For the majority of PUMP-based transformation and routing patterns seen in the field, the single-extract token fanout approach is a clean, maintainable replacement that significantly accelerates the path to full Microservices Architecture adoption.
Conclusion
The single-extract token-based fanout pattern delivers several concrete benefits that make it worth adopting as a standard approach in your Microservices migration.
Reduced process footprint. What previously required N PUMP processes, each with its own parameter file, checkpoint, and monitoring overhead, now runs as a single Extract process writing to a single trail. Fewer processes means fewer failure points, simpler monitoring, and less infrastructure to maintain.

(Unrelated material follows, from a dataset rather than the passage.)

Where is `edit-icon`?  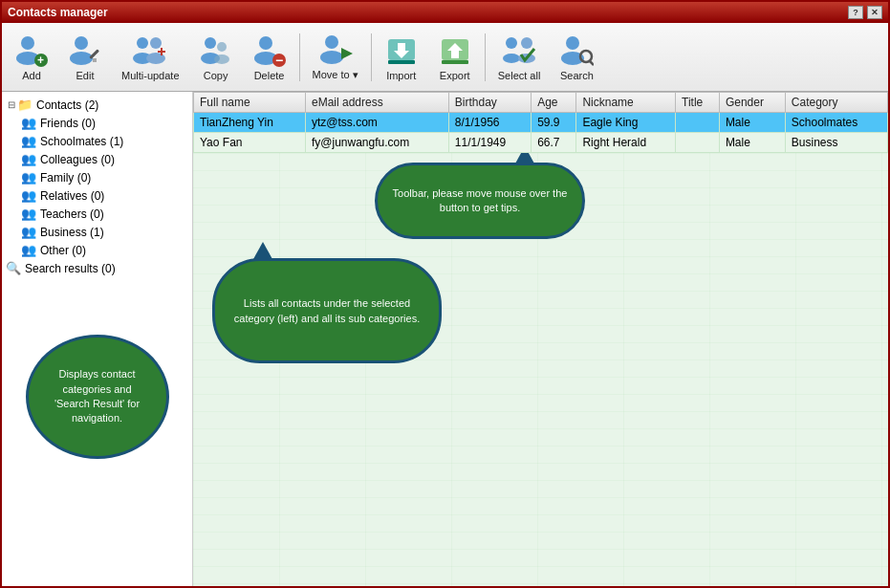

Source-side transformation. Because the COLMAP transformation is applied at the Extract level before data is written to the trail, each target receives only the data it is supposed to see. Sensitive or restricted field values never exist in clear form beyond the point where the transformation profile is applied, the trail itself already carries the transformed version.
Configuration-driven routing. The Distribution Service ruleset approach means that adding a new transformation profile or a new target requires updating configuration, not deploying new processes. A new TABLE entry in the Extract, a new token value, and a new Distribution Path is all it takes to onboard an additional target with its own transformation requirements.

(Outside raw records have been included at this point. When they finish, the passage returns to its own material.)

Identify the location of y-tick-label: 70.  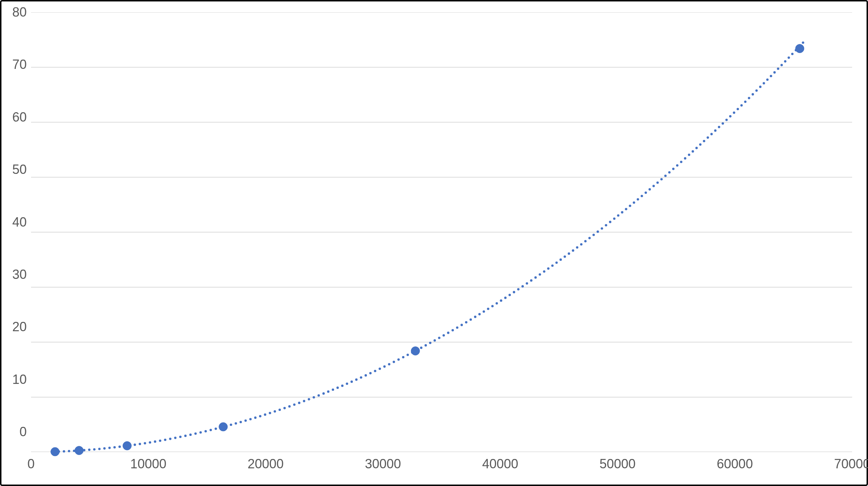
(19, 65).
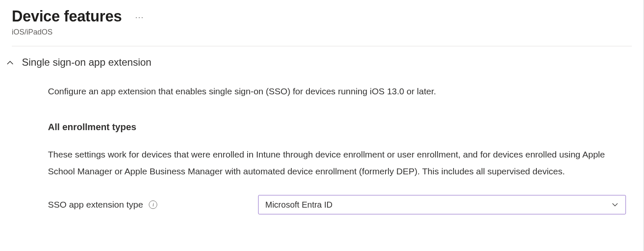  I want to click on sso-type-label: SSO app extension type, so click(95, 205).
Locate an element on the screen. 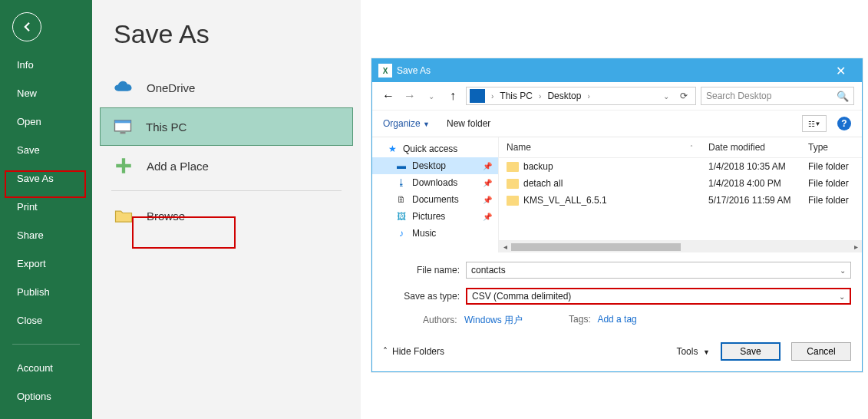  tree-label: Quick access is located at coordinates (430, 149).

Single source of truth. With all transformation logic consolidated into one Extract parameter file, there is one place to look when a column mapping needs to change, one place to audit for compliance review, and one place to update when a table definition evolves. In large Classic environments with hundreds of PUMP files, this alone is a significant operational improvement.
Migration momentum. For teams migrating from Classic to Microservices Architecture, each PUMP process consolidated into this pattern is one less process to carry forward. The pattern scales, the same approach works whether you have three transformation profiles or thirty.